Here are the verified, hardware-accelerated local models you can experiment with right out of the box:

Launch Command Model Family Size / Parameter Count Best Used For
ollama run gemma3:1b Google Gemma 3 1 Billion Ultra-fast responses, light footprint
ollama run llama3.2:1b Meta Llama 3.2 1 Billion High-efficiency conversational loops
ollama run phi4-mini:3.8b Microsoft Phi-4 3.8 Billion Heavy reasoning and coding logic
ollama run qwen3:4b Alibaba Qwen 3 4 Billion Structured data and multilingual logic
ollama run qwen3.5:4b Alibaba Qwen 3.5 4 Billion Advanced context processing
ollama run gemma3:4b Google Gemma 3 4 Billion Maximum analytical depth on Orin Nano

⚠️ Paul’s Engineering Note on Headroom

The 1B (1-Billion parameter) models are incredibly light and will run at lightning speed on the Orin Nano. If you want to push the machine harder for more complex reasoning, step up to the 3.8B or 4B models. Just keep an eye on your system resources—running a 4B model pushes close to the limits of the Orin Nano’s 8GB unified memory architecture, especially if you are running a heavy graphical desktop environment in the background!

To exit out of any active terminal chat session and return to your standard command prompt, simply type:

Homework Assignment

Alright, you have the hardware running, you have the engine installed, and you know how to switch out the minds of your machine. Now it’s time for your homework.

I want you to install both the gemma3:1b model and the heavier gemma3:4b model on your Jetson Orin Nano. Run them both through a test sequence: ask them to write a simple Python script, and then ask them a complex logic riddle.

I want you to observe the difference in quality of thought versus speed of generation. Is the 4-billion parameter model smart enough to justify the extra computation time on your hardware, or does the 1-billion parameter model give you the snappy responsiveness you need for a real-time edge application?

Leave a comment down under the video showing your results, tell me which model you prefer running natively on your bench, and I will see you guys in the next lesson!

AI on the Edge LESSON 21: Managing Multiple Windows in OpenCV on the Raspberry Pi

Hey everyone, Paul McWhorter here!

Welcome back to the AI on the Edge series!

In today’s lesson, we’re going to take an important next step in computer vision. We’re going to learn how to create, position, resize, and manage multiple windows at the same time using OpenCV on the Raspberry Pi.

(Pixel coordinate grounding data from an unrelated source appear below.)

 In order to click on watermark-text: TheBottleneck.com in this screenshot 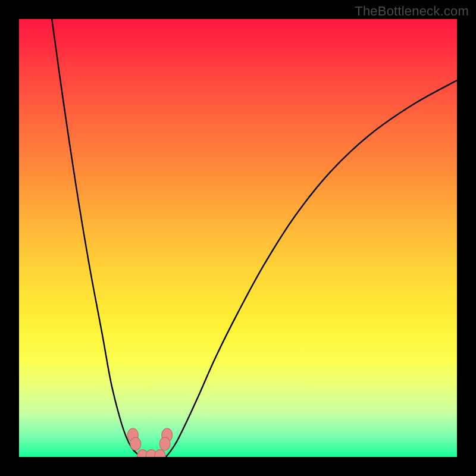, I will do `click(412, 11)`. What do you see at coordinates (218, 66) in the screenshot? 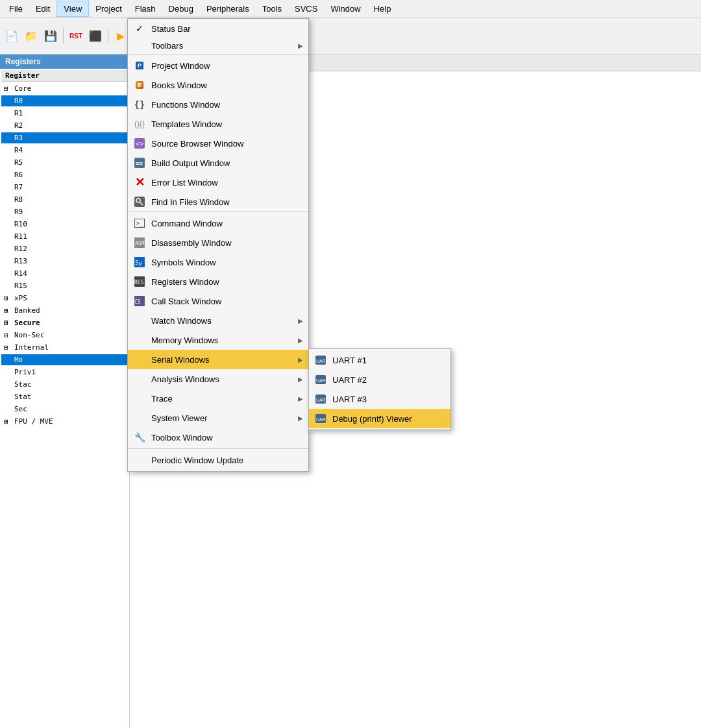
I see `menu-item-project-window: P Project Window` at bounding box center [218, 66].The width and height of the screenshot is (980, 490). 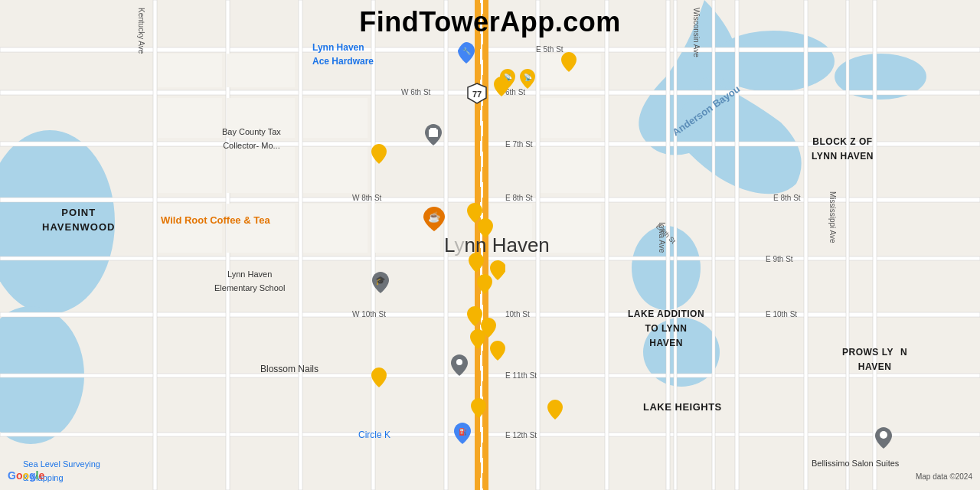 What do you see at coordinates (521, 374) in the screenshot?
I see `e11th-label: E 11th St` at bounding box center [521, 374].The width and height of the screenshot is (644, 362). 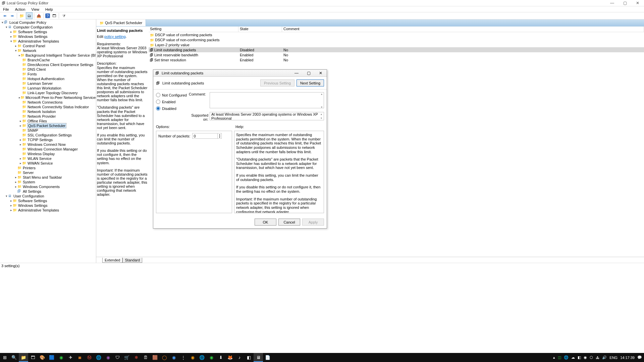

This might sound simple, but it’s actually a very big deal. Once you can comfortably work with multiple windows, you can start building much more powerful vision applications — like having a main camera view, a processed view, zoomed-in sections, and debug windows all running at once.

In this lesson we create:

  • One large main camera window
  • A smaller color preview
  • A small grayscale version
  • Five tiny grayscale windows stacked on the side

This gives you a clean, organized workspace while the camera is running.


What You Learned in This Lesson

  • How to create multiple named windows with cv2.namedWindow()
  • How to resize windows using cv2.resizeWindow()
  • How to precisely position windows on your screen with cv2.moveWindow()
  • How to work with different resolutions of the same image (full size, half size, quarter size)
  • Converting between color and grayscale while running live video
  • Keeping everything running smoothly with good FPS

Mastering multiple windows is one of those foundational skills that separates basic OpenCV projects from more professional and useful vision systems.


Pro Tip: Play around with the window positions and sizes after you get it working. Try making one window much larger, or experiment with different layouts. This is your workspace — make it comfortable!


Ready for the next step? In the next lesson, we’re going to start doing something really cool — we’ll begin combining live video with drawn graphics and start creating interactive vision projects.

Keep building, keep learning, and I’ll see you in the next video!

In the lesson, we develop the code below:

 

Making The World a Better Place One High Tech Project at a Time. Enjoy!